We are given the usual psychic detective story rhetorical sawdust maquerading as science:
My experience of so-called supernatural appearances had strengthened my faith in the theory set forth in the paper “Chemistry of Psychic Phenomena”—which[29] had attracted unexpected attention a year before. Therein I classified hauntings under several heads, basing my conclusions upon the fact that such apparitions are invariably localised; often being confined, not merely to a particular room, for instance, but to a certain wall, door, or window. I had been privileged to visit most of the famous haunted homes of Great Britain, and this paper was the result; but in the case of Low Fennel I found myself nonplussed, largely owing to lack of data. I hoped on the morrow to make certain inquiries along lines suggested by oddities in the structure of the house itself and by the nature of the little valley in which it stood.
It turns out Low Fennel experiences "gray vapour" in unseasonably hot weather. Said vapour brings on deadly hallucinations. I think. Addison's scientistic explanation is frequently interrupted by expostulations from Low Fennel's current owner, Major Dale:
“To what extent the mania so produced is homicidal remains to be proved; the gas is rare and difficult to procure, so that hitherto analysis[59] has not been attempted. My own theory is that the subject remains harmless provided that, whilst under the mysterious influence, he does not encounter any person distasteful to him. Thus, Seager may have met his death at the hands of some tramp who had been turned away from the house.
“As to the symptoms: they seem to be quite unvarying. The subject strips, contorts his face out of all semblance to humanity (and always in a particular fashion) and crawls, lizard-like upon the ground, with the head held low, in an attitude of listening. That it is possible so to contort the face as to render it unrecognizable is seen in some cases of angina pectoris, of course.
“The subject apparently returns to the spot from whence he started and sinks into profound sleep, as is seen in some cases of somnambulism; and—like the somnambulist, again—he acquires incredible agility. How you yourself came, twice, under the influence of the vapour, is easily explained. The first time—when the housekeeper saw you—you had actually been in bed; and the second time, as you have told me, you had gone upstairs, undressed, and then slipped on your dressing-gown in order to complete some work in the study. Instead of completing the[60] work, you dozed in your chair—and we know what followed! In the case of—Mrs. Dale....”
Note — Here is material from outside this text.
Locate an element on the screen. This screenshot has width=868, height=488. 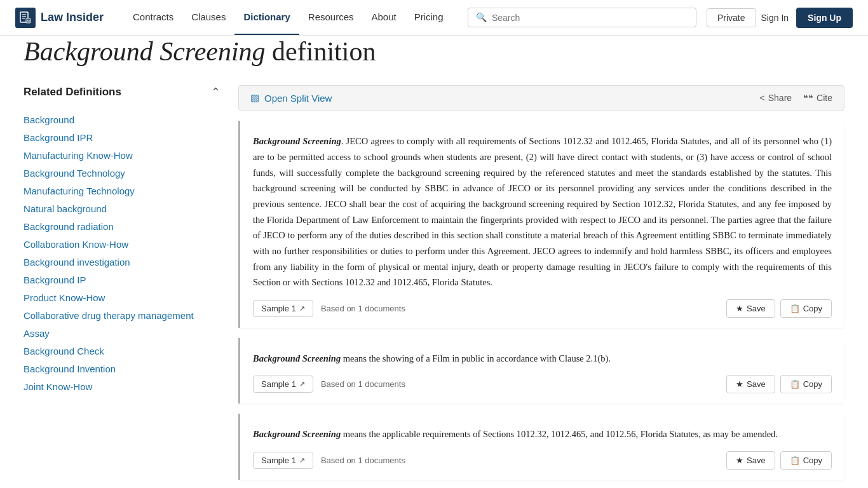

“God! Addison,” said the Major huskily, and stood up, clutching the chair-arms—“Addison! You are trying to tell me that—what I saw was ... Marjorie!...”
I nodded gravely.
The Major has built a new addition on to Low Fennel, and the ground underneath, an ancient barrow, is the source of the gray vapour.
Again
the Major became speechless, but finally:
“What d’you mean, Addison?” he whispered; “for God’s sake, tell me. What is it?—what is it?”
“It is what some students have labelled an ‘elemental’ and some a ‘control,’” I replied; “it is something older than the house, older, perhaps, than the very hills, something which may never be classified, something as old as the root of all evil, and it dwells in the Ancient British tumulus.”
Rohmer gives us forty pages of 1920-era psychic detective claptrap, in the process ruining material that could have been shaped into an uncanny ten page shocker.